Web 3.0 demystified: An explanation in pictures


Web 3.0 aims to make online content easier for machines to understand and opens up and links large sets of data in consistent ways. Finding a definition for Web 3.0 is no easy task when most people are still trying to grasp Web 2.0. However, it is a necessary task since Web 3.0 technologies are encroaching on the Internet quickly. Perhaps the best way is to start at the beginning.
Web 1.0: The Internet in one dimension

In the beginning, the Internet was flat. Think of it as a collection of documents (Websites) lined up side by side. Though many of the sites may have linked to each other, those links simply took a user straight to the linked site, and maybe back again. Each website was classified using metadata composed of meta-keywords, meta-descriptions, and meta-titles that described what the content of the website was about. At their simplest, search engines used established search algorithms to comb through all of the websites metadata to return what it considered relevant results based on your choice of keywords. The inventor of the Web, Timothy Berners-Lee, refers to this phase of the Internet as a Web of Documents.

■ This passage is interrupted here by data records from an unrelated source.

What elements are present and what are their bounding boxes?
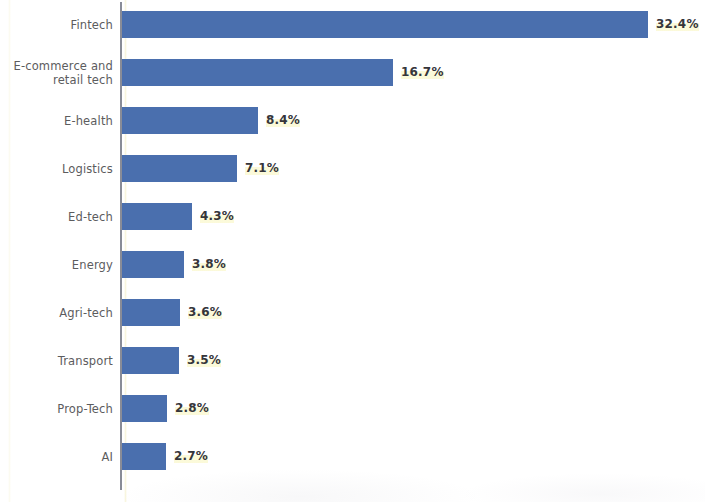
bar [122,11,648,38]
category-label: Transport [0,354,113,368]
bar [122,203,192,230]
bar-row: Transport3.5% [0,347,705,395]
bar-row: E-health8.4% [0,107,705,155]
category-label: Prop-Tech [0,402,113,416]
value-label: 16.7% [401,65,444,79]
bar-row: Ed-tech4.3% [0,203,705,251]
value-label: 3.5% [187,353,221,367]
bar [122,443,166,470]
value-label: 3.8% [192,257,226,271]
bar-row: Fintech32.4% [0,11,705,59]
category-label: E-health [0,114,113,128]
plot-area: Fintech32.4%E-commerce andretail tech16.… [0,0,705,502]
category-label: Agri-tech [0,306,113,320]
category-label: Ed-tech [0,210,113,224]
bar-row: Prop-Tech2.8% [0,395,705,443]
category-label: Energy [0,258,113,272]
value-label: 32.4% [656,17,699,31]
bar [122,107,258,134]
category-label: E-commerce andretail tech [0,59,113,87]
bar [122,155,237,182]
bar-row: Agri-tech3.6% [0,299,705,347]
bar [122,395,167,422]
bar-row: Energy3.8% [0,251,705,299]
value-label: 2.8% [175,401,209,415]
bar [122,299,180,326]
category-label: AI [0,450,113,464]
value-label: 7.1% [245,161,279,175]
value-label: 4.3% [200,209,234,223]
bar [122,59,393,86]
bar-chart: Fintech32.4%E-commerce andretail tech16.… [0,0,705,502]
bar-row: E-commerce andretail tech16.7% [0,59,705,107]
bar-row: Logistics7.1% [0,155,705,203]
bar [122,251,184,278]
category-label: Fintech [0,18,113,32]
value-label: 8.4% [266,113,300,127]
bar [122,347,179,374]
bar-row: AI2.7% [0,443,705,491]
value-label: 3.6% [188,305,222,319]
value-label: 2.7% [174,449,208,463]
category-label: Logistics [0,162,113,176]
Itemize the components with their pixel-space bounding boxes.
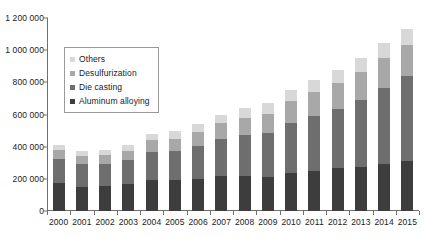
x-axis-tick-label: 2006 [188, 217, 207, 227]
bar-stack [76, 151, 88, 211]
bar-segment [378, 58, 390, 88]
legend-swatch-icon [70, 85, 75, 90]
y-axis-tick-label: 200 000 [0, 174, 44, 184]
bar-segment [76, 164, 88, 187]
bar-segment [401, 161, 413, 211]
x-axis-tick-mark [187, 211, 188, 215]
bar-stack [192, 124, 204, 211]
x-axis-tick-label: 2008 [235, 217, 254, 227]
bar-segment [401, 29, 413, 45]
bar-stack [239, 108, 251, 211]
bar-segment [215, 139, 227, 176]
x-axis-tick-label: 2011 [305, 217, 324, 227]
y-axis-tick-label: 800 000 [0, 77, 44, 87]
x-axis-tick-mark [140, 211, 141, 215]
x-axis-tick-label: 2004 [142, 217, 161, 227]
legend-swatch-icon [70, 57, 75, 62]
y-axis-tick-label: 0 [0, 206, 44, 216]
bar-segment [169, 131, 181, 138]
x-axis-tick-mark [233, 211, 234, 215]
x-axis-tick-label: 2000 [49, 217, 68, 227]
x-axis-tick-label: 2013 [351, 217, 370, 227]
chart-legend: OthersDesulfurizationDie castingAluminum… [64, 47, 159, 113]
bar-segment [355, 100, 367, 167]
bar-segment [355, 58, 367, 72]
x-axis-tick-label: 2009 [258, 217, 277, 227]
bar-segment [169, 139, 181, 151]
bar-segment [192, 146, 204, 179]
bar-segment [122, 184, 134, 211]
bar-segment [332, 70, 344, 83]
y-axis-tick-label: 600 000 [0, 110, 44, 120]
bar-stack [99, 150, 111, 211]
bar-segment [378, 88, 390, 164]
bar-segment [308, 92, 320, 116]
bar-segment [239, 118, 251, 136]
x-axis-tick-mark [349, 211, 350, 215]
bar-segment [99, 155, 111, 164]
x-axis-tick-label: 2015 [398, 217, 417, 227]
bar-segment [122, 151, 134, 161]
x-axis-tick-mark [303, 211, 304, 215]
x-axis-tick-mark [47, 211, 48, 215]
bar-segment [239, 176, 251, 211]
bar-segment [262, 103, 274, 113]
legend-item: Desulfurization [70, 66, 150, 80]
y-axis-tick-label: 400 000 [0, 142, 44, 152]
bar-segment [122, 160, 134, 184]
x-axis-tick-mark [256, 211, 257, 215]
bar-segment [146, 140, 158, 151]
bar-stack [215, 115, 227, 211]
bar-stack [378, 43, 390, 211]
stacked-bar-chart: 0200 000400 000600 000800 0001 000 0001 … [0, 0, 424, 239]
x-axis-tick-mark [70, 211, 71, 215]
x-axis-tick-label: 2010 [281, 217, 300, 227]
bar-segment [146, 152, 158, 180]
bar-segment [378, 164, 390, 211]
x-axis-tick-label: 2002 [95, 217, 114, 227]
x-axis-tick-mark [117, 211, 118, 215]
x-axis-tick-mark [163, 211, 164, 215]
bar-segment [53, 183, 65, 211]
bar-segment [192, 179, 204, 211]
bar-segment [332, 83, 344, 109]
bar-segment [401, 45, 413, 76]
legend-item-label: Die casting [79, 82, 122, 92]
bar-segment [53, 150, 65, 159]
x-axis-tick-mark [326, 211, 327, 215]
x-axis-tick-mark [280, 211, 281, 215]
legend-item: Die casting [70, 80, 150, 94]
bar-segment [53, 159, 65, 183]
x-axis-tick-mark [94, 211, 95, 215]
bar-stack [53, 145, 65, 211]
legend-item: Others [70, 52, 150, 66]
legend-swatch-icon [70, 71, 75, 76]
bar-segment [262, 177, 274, 211]
bar-segment [192, 132, 204, 146]
bar-stack [169, 131, 181, 211]
bar-segment [285, 101, 297, 124]
bar-segment [76, 156, 88, 165]
bar-segment [192, 124, 204, 132]
bar-stack [355, 58, 367, 211]
bar-stack [262, 103, 274, 211]
y-axis-tick-label: 1 200 000 [0, 13, 44, 23]
bar-segment [262, 114, 274, 133]
bar-segment [76, 187, 88, 211]
x-axis-tick-label: 2003 [119, 217, 138, 227]
legend-item-label: Others [79, 54, 105, 64]
bar-segment [285, 90, 297, 101]
bar-stack [285, 90, 297, 211]
bar-segment [308, 80, 320, 92]
bar-segment [215, 115, 227, 124]
bar-segment [169, 180, 181, 211]
x-axis-tick-mark [373, 211, 374, 215]
bar-segment [332, 168, 344, 211]
bar-segment [355, 167, 367, 211]
x-axis-tick-mark [419, 211, 420, 215]
x-axis-tick-label: 2001 [72, 217, 91, 227]
bar-segment [146, 180, 158, 211]
bar-segment [99, 186, 111, 211]
bar-segment [169, 151, 181, 180]
legend-swatch-icon [70, 99, 75, 104]
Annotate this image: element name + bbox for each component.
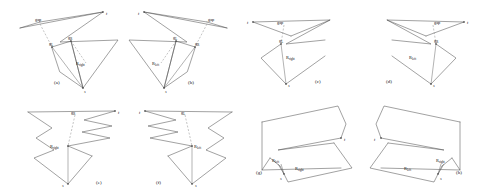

Web 2.0: A two-dimensional Internet

This next generation of the Internet added another dimension: collaboration. This added dimension means that websites were linked in a more collaborative way. Instead of sending a visitor away from a site to view related content, the content is actually drawn into the visited site from the related site using RSS feeds or widgets. But it isnt only the websites that are more collaborative, it is also the users of the websites content. Internet users tag and comment on content and collaborate and interact among themselves. Search engines have a whole new layer to consider in their searches: user-tagged Web content and the relevant connections between the users themselves. Berners-Lee named this Internet phase the Web of Content.

Web 3.0: The third dimension

Even with the rich metadata, collaboration between websites and users, and user-generated relationships to draw from, machines are still machines, and they still find it difficult to discern actual meaning from human-generated content. The third evolutionary step of the Internet aims to fix that by adding the dimension of semantics. The goal of this phase is to make the content of the Web more easily interpreted by machines. Web content is typically written for humans, which means that it is produced with aesthetics in mind little attention is paid to consistency or relevancy of the content itself. Tim Berners-Lee calls this phase rather passionately the Web of Data.

With a more digestible definition of Web 3.0 in hand, the subsequent articles in this series aim to make the concepts of the Semantic Web, structured and linked data, cloud computing, and application-based technologies just as painless to digest. To be continued.